The systems of Montesquieu and Rousseau, particularly, induced the Sophisters of Impiety to combine the task of overthrowing monarchy with the task of overthrowing religion.[566] A sweeping attempt to popularize the leveling principles embodied in those two systems immediately developed. A flood of antimonarchical writings appeared,[567] governments were sharply criticized, despotism was roundly denounced, the minds of the people were agitated and inflamed, and the notion of revolution was rendered familiar both by precept and example.[568]
Some powerful secret agency was needed, however, to promote this vast conspiracy. The lodges of Freemasonry suggested a tempting possibility. The members of the craft gave ample evidence that they were susceptible.[569] The occult lodges,[570] moreover, already had traveled far toward the goal of revolution. All their protests to the contrary, their one secret was: “Equality and Liberty; all men are equals and brothers; all men are free.”[571] Surely it would not be difficult for the enemies of thrones and altars to reach the ears of men who cherished such a secret, and to convert their lodges into council-chambers and forums for the propagation of the doctrines of impiety and rebellion.
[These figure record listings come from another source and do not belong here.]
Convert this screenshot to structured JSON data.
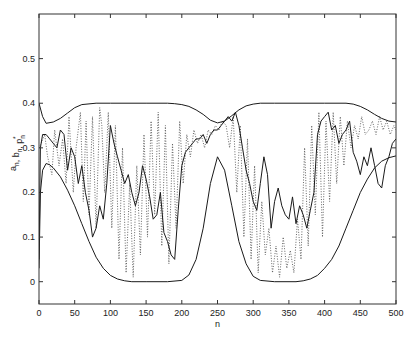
{
  "chart_data": {
    "type": "line",
    "title": "",
    "xlabel": "n",
    "ylabel": "a_n, b_n, p_n*",
    "xlim": [
      0,
      500
    ],
    "ylim": [
      -0.05,
      0.6
    ],
    "grid": false,
    "legend": null,
    "xticks": [
      0,
      50,
      100,
      150,
      200,
      250,
      300,
      350,
      400,
      450,
      500
    ],
    "yticks": [
      0,
      0.1,
      0.2,
      0.3,
      0.4,
      0.5
    ],
    "xtick_labels": [
      "0",
      "50",
      "100",
      "150",
      "200",
      "250",
      "300",
      "350",
      "400",
      "450",
      "500"
    ],
    "ytick_labels": [
      "0",
      "0.1",
      "0.2",
      "0.3",
      "0.4",
      "0.5"
    ],
    "series": [
      {
        "name": "upper bound b_n",
        "style": "solid",
        "x": [
          0,
          5,
          10,
          20,
          30,
          40,
          50,
          60,
          80,
          100,
          150,
          180,
          190,
          200,
          210,
          220,
          230,
          240,
          250,
          260,
          270,
          280,
          290,
          300,
          310,
          330,
          400,
          430,
          440,
          450,
          460,
          470,
          480,
          490,
          500
        ],
        "values": [
          0.4,
          0.37,
          0.355,
          0.358,
          0.366,
          0.378,
          0.39,
          0.397,
          0.4,
          0.4,
          0.4,
          0.4,
          0.399,
          0.397,
          0.393,
          0.385,
          0.375,
          0.362,
          0.356,
          0.36,
          0.372,
          0.385,
          0.394,
          0.398,
          0.4,
          0.4,
          0.4,
          0.4,
          0.398,
          0.393,
          0.385,
          0.375,
          0.366,
          0.36,
          0.358
        ]
      },
      {
        "name": "lower bound a_n",
        "style": "solid",
        "x": [
          0,
          2,
          5,
          10,
          15,
          20,
          30,
          40,
          50,
          60,
          70,
          80,
          90,
          100,
          110,
          120,
          130,
          150,
          180,
          200,
          210,
          220,
          230,
          240,
          250,
          260,
          270,
          280,
          290,
          300,
          310,
          330,
          360,
          370,
          380,
          390,
          400,
          410,
          420,
          430,
          440,
          450,
          460,
          470,
          480,
          490,
          500
        ],
        "values": [
          0.03,
          0.2,
          0.25,
          0.265,
          0.262,
          0.255,
          0.235,
          0.205,
          0.17,
          0.13,
          0.09,
          0.055,
          0.03,
          0.014,
          0.006,
          0.002,
          0.0,
          0.0,
          0.0,
          0.003,
          0.015,
          0.05,
          0.12,
          0.22,
          0.28,
          0.25,
          0.17,
          0.09,
          0.04,
          0.012,
          0.003,
          0.0,
          0.0,
          0.002,
          0.006,
          0.014,
          0.03,
          0.05,
          0.08,
          0.12,
          0.16,
          0.2,
          0.23,
          0.255,
          0.27,
          0.278,
          0.282
        ]
      },
      {
        "name": "a_n (sample path)",
        "style": "solid",
        "x": [
          0,
          2,
          5,
          10,
          15,
          20,
          25,
          30,
          35,
          40,
          45,
          50,
          55,
          60,
          65,
          70,
          75,
          80,
          85,
          90,
          95,
          100,
          105,
          110,
          115,
          120,
          125,
          130,
          135,
          140,
          145,
          150,
          155,
          160,
          165,
          170,
          175,
          180,
          185,
          190,
          195,
          200,
          205,
          210,
          215,
          220,
          225,
          230,
          235,
          240,
          245,
          250,
          255,
          260,
          265,
          270,
          275,
          280,
          285,
          290,
          295,
          300,
          305,
          310,
          315,
          320,
          325,
          330,
          335,
          340,
          345,
          350,
          355,
          360,
          365,
          370,
          375,
          380,
          385,
          390,
          395,
          400,
          405,
          410,
          415,
          420,
          425,
          430,
          435,
          440,
          445,
          450,
          455,
          460,
          465,
          470,
          475,
          480,
          485,
          490,
          495,
          500
        ],
        "values": [
          0.05,
          0.3,
          0.33,
          0.33,
          0.32,
          0.31,
          0.3,
          0.34,
          0.33,
          0.25,
          0.3,
          0.28,
          0.22,
          0.26,
          0.2,
          0.16,
          0.1,
          0.12,
          0.17,
          0.14,
          0.22,
          0.35,
          0.31,
          0.28,
          0.25,
          0.22,
          0.24,
          0.2,
          0.17,
          0.2,
          0.26,
          0.23,
          0.19,
          0.14,
          0.15,
          0.2,
          0.11,
          0.09,
          0.06,
          0.05,
          0.16,
          0.26,
          0.29,
          0.3,
          0.31,
          0.32,
          0.32,
          0.33,
          0.31,
          0.33,
          0.34,
          0.34,
          0.35,
          0.36,
          0.37,
          0.36,
          0.38,
          0.35,
          0.3,
          0.25,
          0.22,
          0.18,
          0.16,
          0.22,
          0.28,
          0.24,
          0.12,
          0.18,
          0.21,
          0.17,
          0.15,
          0.14,
          0.19,
          0.13,
          0.17,
          0.15,
          0.12,
          0.16,
          0.2,
          0.33,
          0.36,
          0.37,
          0.38,
          0.34,
          0.35,
          0.31,
          0.33,
          0.34,
          0.36,
          0.29,
          0.27,
          0.24,
          0.28,
          0.26,
          0.3,
          0.26,
          0.22,
          0.21,
          0.26,
          0.28,
          0.31,
          0.32
        ]
      },
      {
        "name": "p_n* (sample path)",
        "style": "dotted",
        "x": [
          0,
          3,
          8,
          12,
          18,
          22,
          28,
          33,
          38,
          42,
          48,
          52,
          58,
          62,
          66,
          70,
          75,
          80,
          85,
          88,
          92,
          97,
          102,
          107,
          112,
          117,
          122,
          127,
          132,
          137,
          142,
          147,
          152,
          157,
          162,
          167,
          172,
          177,
          182,
          187,
          192,
          197,
          202,
          207,
          212,
          217,
          222,
          227,
          232,
          237,
          242,
          247,
          252,
          257,
          262,
          267,
          272,
          277,
          282,
          287,
          292,
          297,
          302,
          307,
          312,
          317,
          322,
          327,
          332,
          337,
          342,
          347,
          352,
          357,
          362,
          367,
          372,
          377,
          382,
          387,
          392,
          397,
          402,
          407,
          412,
          417,
          422,
          427,
          432,
          437,
          442,
          447,
          452,
          457,
          462,
          467,
          472,
          477,
          482,
          487,
          492,
          497,
          500
        ],
        "values": [
          0.3,
          0.31,
          0.33,
          0.28,
          0.24,
          0.34,
          0.26,
          0.32,
          0.22,
          0.37,
          0.2,
          0.3,
          0.38,
          0.18,
          0.36,
          0.15,
          0.37,
          0.12,
          0.39,
          0.35,
          0.2,
          0.38,
          0.12,
          0.35,
          0.05,
          0.3,
          0.02,
          0.22,
          0.01,
          0.26,
          0.06,
          0.33,
          0.1,
          0.36,
          0.15,
          0.38,
          0.08,
          0.35,
          0.04,
          0.31,
          0.12,
          0.36,
          0.22,
          0.33,
          0.28,
          0.34,
          0.31,
          0.33,
          0.3,
          0.34,
          0.33,
          0.35,
          0.34,
          0.36,
          0.35,
          0.3,
          0.37,
          0.2,
          0.35,
          0.1,
          0.32,
          0.05,
          0.26,
          0.02,
          0.18,
          0.06,
          0.12,
          0.02,
          0.08,
          0.01,
          0.1,
          0.03,
          0.07,
          0.02,
          0.14,
          0.05,
          0.3,
          0.08,
          0.35,
          0.15,
          0.38,
          0.1,
          0.36,
          0.18,
          0.38,
          0.22,
          0.37,
          0.26,
          0.36,
          0.3,
          0.35,
          0.32,
          0.37,
          0.33,
          0.34,
          0.36,
          0.33,
          0.37,
          0.34,
          0.36,
          0.33,
          0.35,
          0.34
        ]
      }
    ]
  },
  "axes": {
    "xlabel": "n",
    "ylabel_main": "a",
    "ylabel_parts": [
      {
        "base": "a",
        "sub": "n",
        "sup": ""
      },
      {
        "base": ", b",
        "sub": "n",
        "sup": ""
      },
      {
        "base": ", p",
        "sub": "n",
        "sup": "*"
      }
    ]
  },
  "colors": {
    "line": "#1a1a1a",
    "dotted": "#555555",
    "axis": "#333333",
    "background": "#ffffff"
  }
}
An alliance was speedily consummated,[572] and a fresh torrent of declamation and calumnies, all directed against the altar and the throne, began to pour through these newly discovered subterranean channels.[573] The Grand Orient constituted a central committee which as early as 1776 instructed the deputies of the lodges throughout France to prepare the brethren for insurrection.[574] Condorcet and Sieyès placed themselves at the head of another lodge, to which the Propaganda was to be traced.[575] In addition, a secret association bearing the title Amis des Noirs created a regulating committee, composed of such men as Condorcet, the elder Mirabeau, Sieyès, Brissot, Carra, the Duc de la Rochefoucauld, Clavière, Lepelletier de Saint-Fargeau, Valade, La Fayette, and Bergasse.[576] This regulating committee was also in intimate correspondence with the French lodges of Freemasonry. Thus a powerful secret organization was at hand, composed of not less than six hundred thousand members all told, at least five hundred thousand of whom could be fully counted upon to do the bidding of the conspirators, “all zealous for the Revolution, all ready to rise at the first signal and to impart the shock to all other classes of the people.”[577]